EXCERPTED DATA:
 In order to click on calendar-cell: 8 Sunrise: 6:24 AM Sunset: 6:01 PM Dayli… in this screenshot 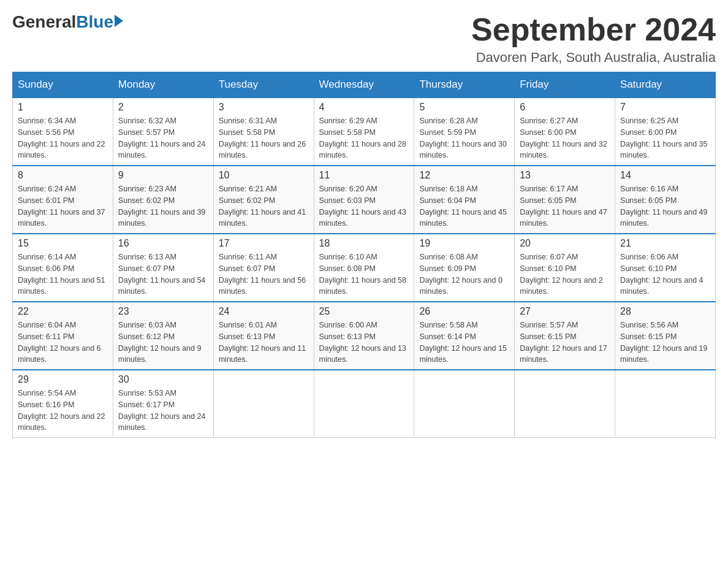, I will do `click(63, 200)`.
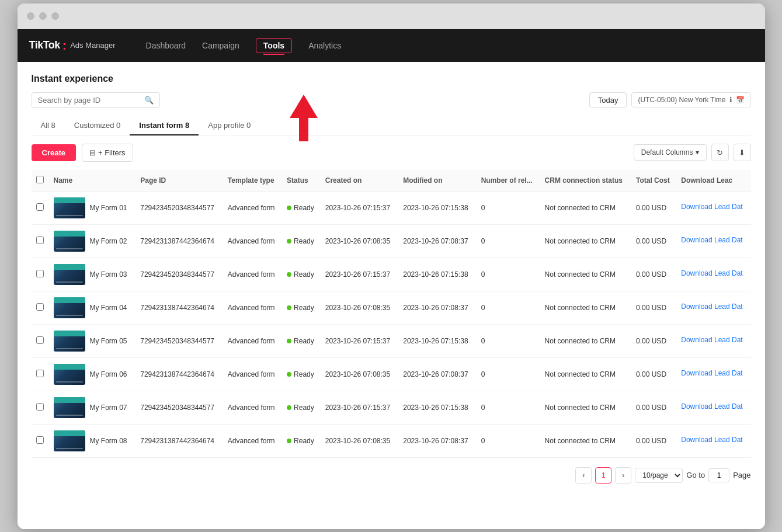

* * *

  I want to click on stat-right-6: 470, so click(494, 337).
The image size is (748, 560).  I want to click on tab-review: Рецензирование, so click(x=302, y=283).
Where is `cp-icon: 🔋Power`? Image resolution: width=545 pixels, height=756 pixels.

--

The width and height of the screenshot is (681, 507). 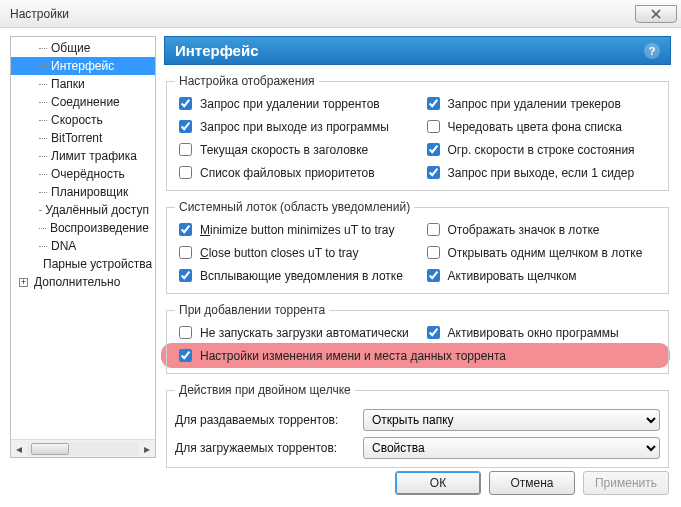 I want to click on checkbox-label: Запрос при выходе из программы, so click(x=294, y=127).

YOUR TASK:
Using the entries above, extract exactly the span from the line with "The image size" to the line with "pixels, height=756 pixels.", both lines included; leave out everything else.

RESULT OF THE EXERCISE:
The image size is (748, 560).  I want to click on tab-review: Рецензирование, so click(x=302, y=283).
Where is `cp-icon: 🔋Power`? Image resolution: width=545 pixels, height=756 pixels.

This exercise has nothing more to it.